Vmgen recognizes the following strings in the C code part of simple instructions:

SET_IP

As far as Vmgen is concerned, a VM instruction containing this ends a VM basic block (used in profiling to delimit profiled sequences). On the C level, this also sets the instruction pointer.

SUPER_END

This ends a basic block (for profiling), even if the instruction contains no SET_IP.

INST_TAIL;

Vmgen replaces ‘INST_TAIL;’ with code for ending a VM instruction and dispatching the next VM instruction. Even without a ‘INST_TAIL;’ this happens automatically when control reaches the end of the C code.
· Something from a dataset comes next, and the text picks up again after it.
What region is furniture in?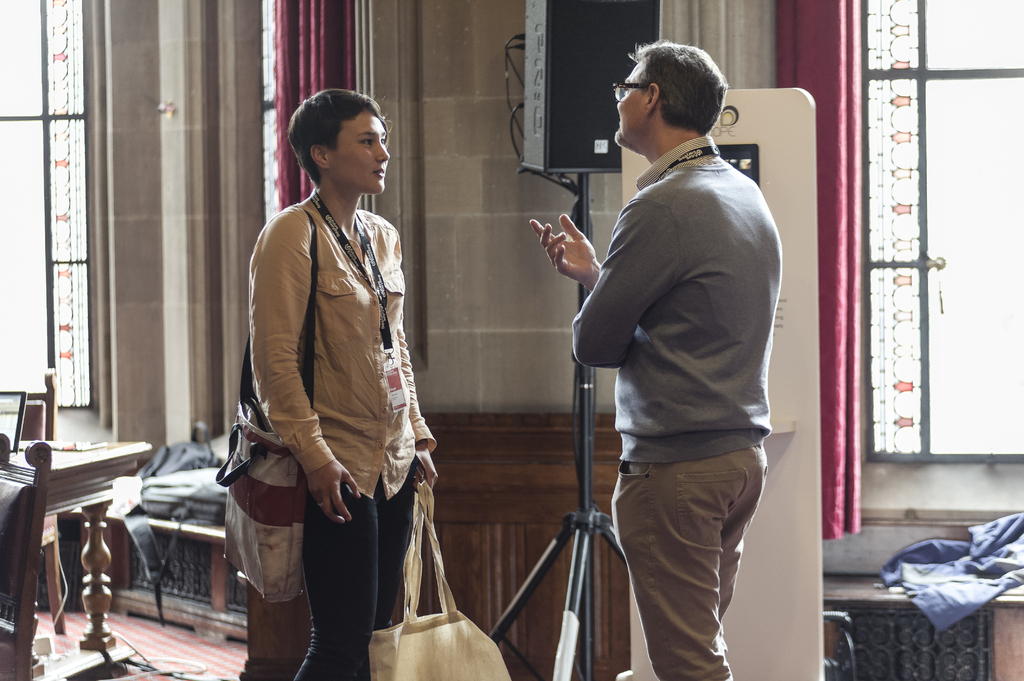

If you want to have this in the middle of the C code, you need to use ‘INST_TAIL;’. A typical example is a conditional VM branch:

if (branch_condition) {
  SET_IP(target); INST_TAIL;
}
/* implicit tail follows here */

In this example, ‘INST_TAIL;’ is not strictly necessary, because there is another one implicitly after the if-statement, but using it improves branch prediction accuracy slightly and allows other optimizations.

SUPER_CONTINUE

This indicates that the implicit tail at the end of the VM instruction dispatches the sequentially next VM instruction even if there is a SET_IP in the VM instruction. This enables an optimization that is not yet implemented in the vmgen-ex code (but in Gforth). The typical application is in conditional VM branches:

if (branch_condition) {
  SET_IP(target); INST_TAIL; /* now this INST_TAIL is necessary */
}
SUPER_CONTINUE;

Note that Vmgen is not smart about C-level tokenization, comments, strings, or conditional compilation, so it will interpret even a commented-out SUPER_END as ending a basic block (or, e.g., ‘RESET_IP;’ as ‘SET_IP;’). Conversely, Vmgen requires the literal presence of these strings; Vmgen will not see them if they are hiding in a C preprocessor macro.